An affidavit in support of the motion said the MMT recently caused a fleet of its buses to be rebranded with portraits of the current President and former Presidents and extended the exercise to cover the side glasses or windows of the buses in clear contravention of the law.

Clear and present danger

They are therefore praying the court for an order for the tinted material applied to the windows to be removed because it poses “clear and present danger to the lives and safety and comfort of the passengers.”

They are also asking for an order to restrain the MMT, its drivers, workers, agents, assigns and privies from further putting the rebranded buses on the roads until the anomaly has been rectified.

The plaintiffs averred that they drew the attention of the MMT to the anomaly and urged them to address it but that was ignored.

They also quoted Regulation 67 Sub-section 4 of the Road Traffic Regulations Act of 2012 which states that “a person may drive a motor vehicle which has glass other than the windscreen and front glass tinted with light transmittance of at least seventy per cent to allow the occupants to see and be seen if the film of tinting material applied to the windscreen or window or partition is free from bubbles or tears or scratches or, the film or material applied to the windscreen or window has a textured surface or is a fixture or an attachment but does not reduce the visibility of the person driving the motor vehicles in any direction.”

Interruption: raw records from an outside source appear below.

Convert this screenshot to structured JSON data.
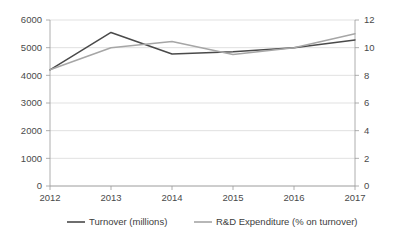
{
  "chart_data": {
    "type": "line",
    "title": "",
    "subtitle": "",
    "xlabel": "",
    "ylabel": "",
    "categories": [
      "2012",
      "2013",
      "2014",
      "2015",
      "2016",
      "2017"
    ],
    "x": [
      2012,
      2013,
      2014,
      2015,
      2016,
      2017
    ],
    "grid": true,
    "legend_position": "bottom",
    "series": [
      {
        "name": "Turnover (millions)",
        "axis": "left",
        "color": "#4a4a4a",
        "values": [
          4200,
          5550,
          4770,
          4850,
          5000,
          5280
        ]
      },
      {
        "name": "R&D Expenditure (% on turnover)",
        "axis": "right",
        "color": "#a6a6a6",
        "values": [
          8.4,
          10.0,
          10.45,
          9.5,
          10.0,
          11.0
        ]
      }
    ],
    "left_axis": {
      "label": "",
      "ylim": [
        0,
        6000
      ],
      "ticks": [
        0,
        1000,
        2000,
        3000,
        4000,
        5000,
        6000
      ],
      "tick_labels": [
        "0",
        "1000",
        "2000",
        "3000",
        "4000",
        "5000",
        "6000"
      ]
    },
    "right_axis": {
      "label": "",
      "ylim": [
        0,
        12
      ],
      "ticks": [
        0,
        2,
        4,
        6,
        8,
        10,
        12
      ],
      "tick_labels": [
        "0",
        "2",
        "4",
        "6",
        "8",
        "10",
        "12"
      ]
    },
    "legend": [
      {
        "label": "Turnover (millions)",
        "color": "#4a4a4a"
      },
      {
        "label": "R&D Expenditure (% on turnover)",
        "color": "#a6a6a6"
      }
    ]
  },
  "colors": {
    "background": "#ffffff",
    "grid": "#d4d4d4",
    "axis": "#9a9a9a",
    "text": "#3d3d3d",
    "series_turnover": "#4a4a4a",
    "series_rnd": "#a6a6a6"
  }
}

It is the contention of the plaintiffs that the portions covered by the rebranding prevent passengers and drivers of the buses from seeing and be seen in contravention of the law.

Bus rebranding saga

There was public uproar when news broke in December last year that 116 public buses had been rebranded at a cost of GH¢3.6 million.

The buses were rebranded with the images of the country’s past Presidents and the current President.